Readers by professional status Count As %
Student > Ph. D. Student 18 13%
Student > Bachelor 18 13%
Researcher 17 13%
Student > Master 17 13%
Other 6 4%
Other 18 13%
Unknown 41 30%
Readers by discipline Count As %
Agricultural and Biological Sciences 42 31%
Biochemistry, Genetics and Molecular Biology 7 5%
Medicine and Dentistry 6 4%
Nursing and Health Professions 4 3%
Chemistry 4 3%
Other 20 15%
Unknown 52 39%
Attention Score in Context

Attention Score in Context

This research output has an Altmetric Attention Score of 29. This is our high-level measure of the quality and quantity of online attention that it has received. This Attention Score, as well as the ranking and number of research outputs shown below, was calculated when the research output was last mentioned on 30 April 2023.
All research outputs
#1,356,488
of 25,815,269 outputs
Outputs from Frontiers in Chemistry
#55
of 6,833 outputs
Outputs of similar age
#25,179
of 380,469 outputs
Outputs of similar age from Frontiers in Chemistry
#1
of 13 outputs
Altmetric has tracked 25,815,269 research outputs across all sources so far. Compared to these this one has done particularly well and is in the 94th percentile: it's in the top 10% of all research outputs ever tracked by Altmetric.
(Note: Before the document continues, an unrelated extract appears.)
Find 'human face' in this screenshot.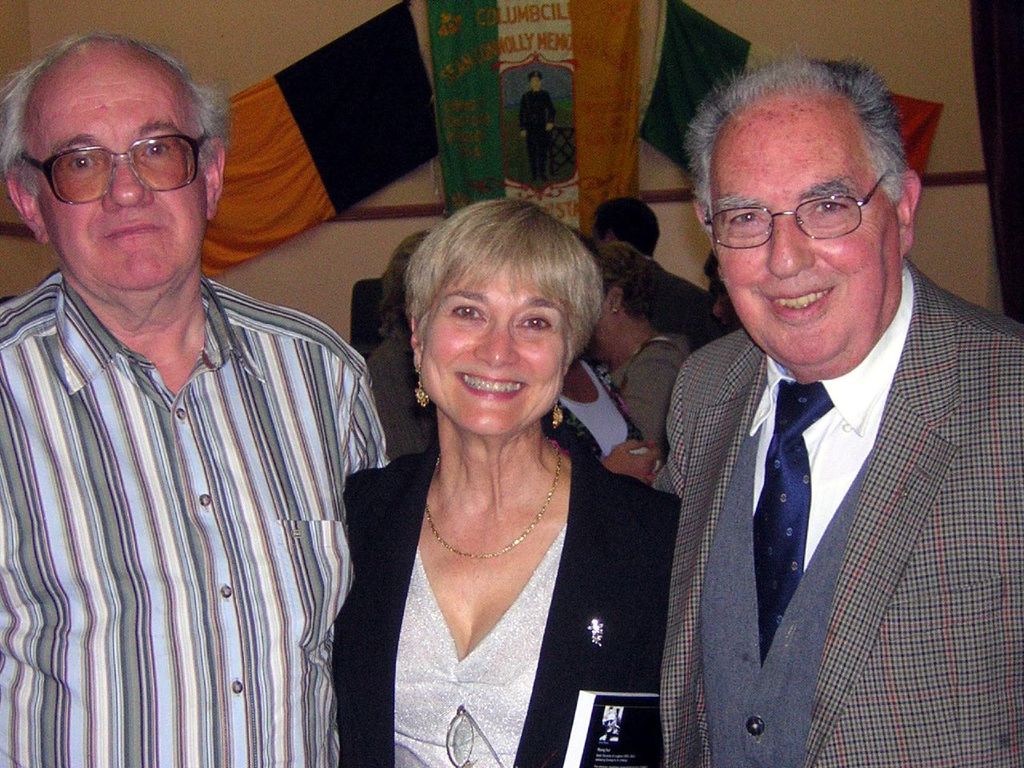
The bounding box for 'human face' is 32:66:212:283.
So far Altmetric has tracked 6,833 research outputs from this source. They receive a mean Attention Score of 2.3. This one has done particularly well, scoring higher than 99% of its peers.
Older research outputs will score higher simply because they've had more time to accumulate mentions. To account for age we can compare this Altmetric Attention Score to the 380,469 tracked outputs that were published within six weeks on either side of this one in any source. This one has done particularly well, scoring higher than 93% of its contemporaries.
We're also able to compare this research output to 13 others from the same source and published within six weeks on either side of this one. This one has done particularly well, scoring higher than 92% of its contemporaries.